Referring to an animal that lives in trees; tree-climbing.
having body symmetry such that the animal can be divided in one plane into two mirror-image halves. Animals with bilateral symmetry have dorsal and ventral sides, as well as anterior and posterior ends. Synapomorphy of the Bilateria.
an animal that mainly eats meat
uses smells or other chemicals to communicate
animals that use metabolically generated heat to regulate body temperature independently of ambient temperature. Endothermy is a synapomorphy of the Mammalia, although it may have arisen in a (now extinct) synapsid ancestor; the fossil record does not distinguish these possibilities. Convergent in birds.
forest biomes are dominated by trees, otherwise forest biomes can vary widely in amount of precipitation and seasonality.
An animal that eats mainly insects or spiders.
offspring are produced in more than one group (litters, clutches, etc.) and across multiple seasons (or other periods hospitable to reproduction). Iteroparous animals must, by definition, survive over multiple seasons (or periodic condition changes).
makes seasonal movements between breeding and wintering grounds
Having one mate at a time.
having the capacity to move from one place to another.
the area in which the animal is naturally found, the region in which it is endemic.

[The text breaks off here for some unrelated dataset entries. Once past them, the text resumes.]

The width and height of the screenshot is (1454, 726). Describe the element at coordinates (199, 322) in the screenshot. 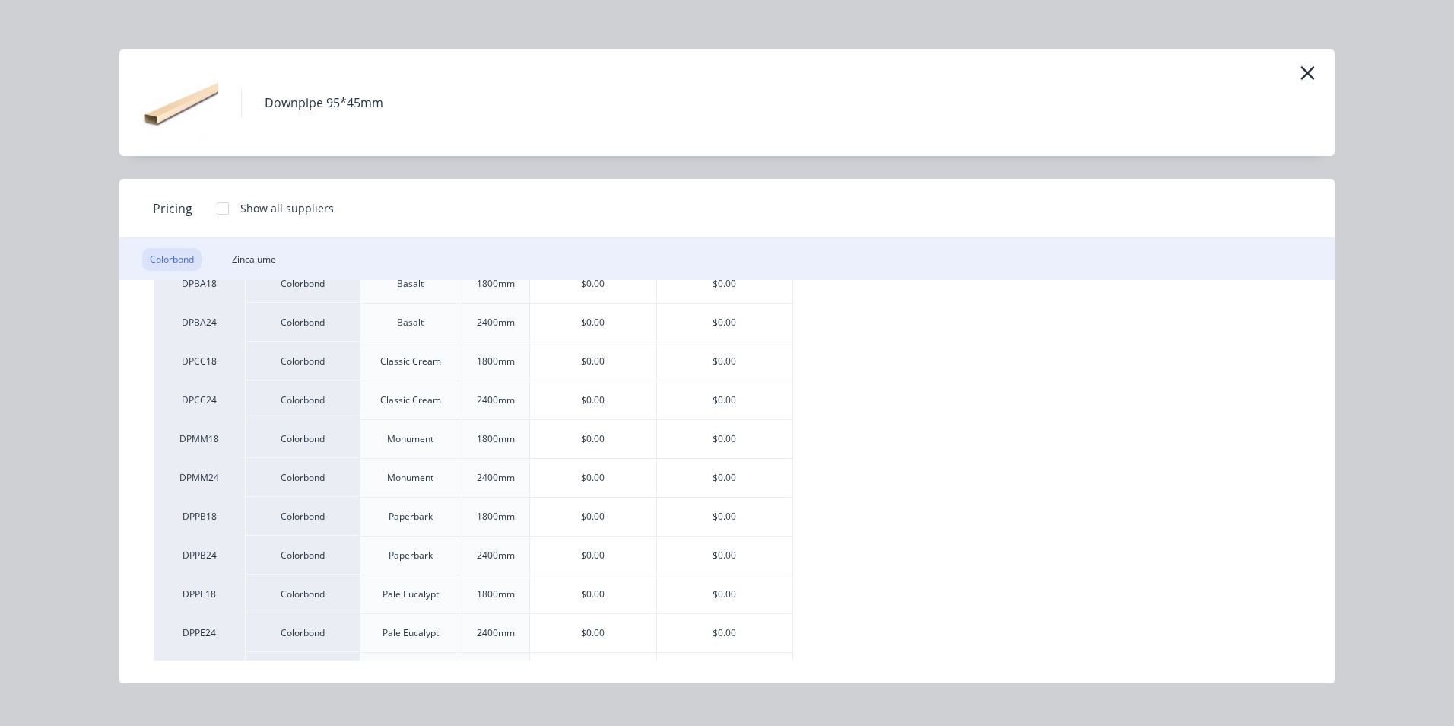

I see `div: DPBA24` at that location.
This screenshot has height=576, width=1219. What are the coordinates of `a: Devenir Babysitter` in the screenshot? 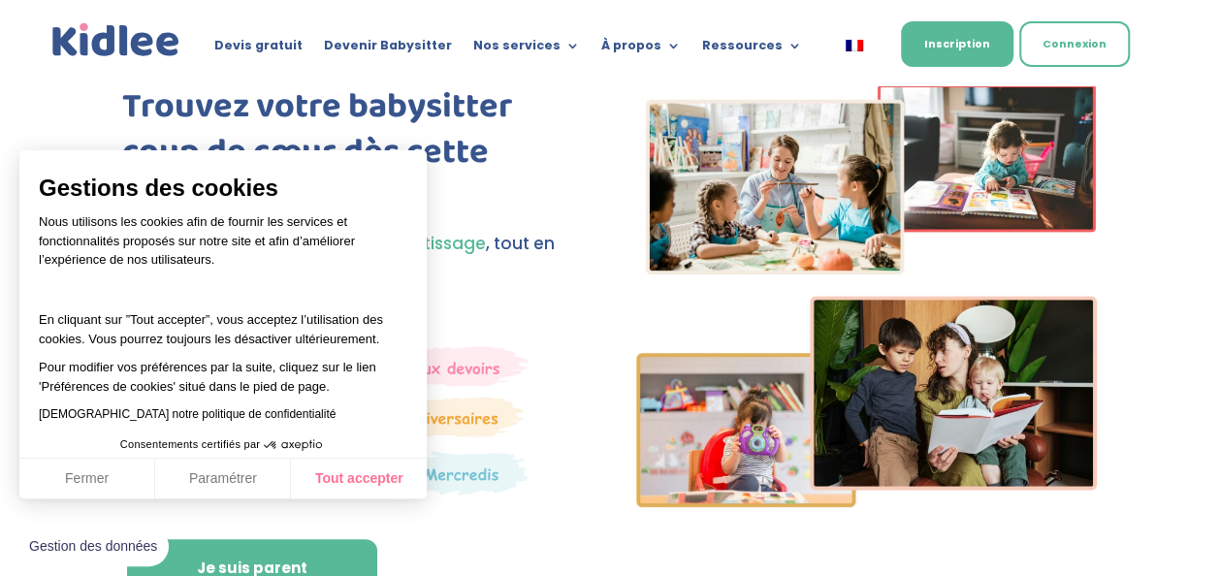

an animal that mainly eats all kinds of things, including plants and animals
reproduction in which eggs are released by the female; development of offspring occurs outside the mother's body.
breeding is confined to a particular season
reproduction that includes combining the genetic contribution of two individuals, a male and a female
places a food item in a special place to be eaten later. Also called "hoarding"
living in residential areas on the outskirts of large cities or towns.
uses touch to communicate
that region of the Earth between 23.5 degrees North and 60 degrees North (between the Tropic of Cancer and the Arctic Circle) and between 23.5 degrees South and 60 degrees South (between the Tropic of Capricorn and the Antarctic Circle).
Living on the ground.
defends an area within the home range, occupied by a single animals or group of animals of the same species and held through overt defense, display, or advertisement
uses sight to communicate
Adams, E., M. Morrison. 1993. Effects of forest stand structure and composition on red-breasted nuthatches and brown creepers. Journal of Wildlife Management, 57(3): 616-633.
Ehrlich, P., D. Dobkin, D. Wheye. 1988. The Birder's Handbook: A Field Guide to the Natural History of Northern American Birds. New York: Simon & Schuster Inc.
Ghalambor, C., T. Martin. 1999. Parental investment strageties in two species of nuthatch vary with stage-specific predation risk and reproductive effort. Animal Behavior, 60: 263-276.
Ghalambor, C., T. Martin. 1999. Red-breasted nuthatch (Sitta canadensis). Pp. 1-28 in A Poole, F Gill, eds. The Birds of North America, Vol. 459. Philadelphia, PA: The Birds of North America, Inc.
Stalloup, P. 1968. Spatio-temporal relationships of nuthatches and woodpeckers in ponderosa pine forests of Colorado. Ecology, 49: 831-843.
Terres, J. 1982. The Audubon Encyclopedia of North American Birds. New York: Random House Inc.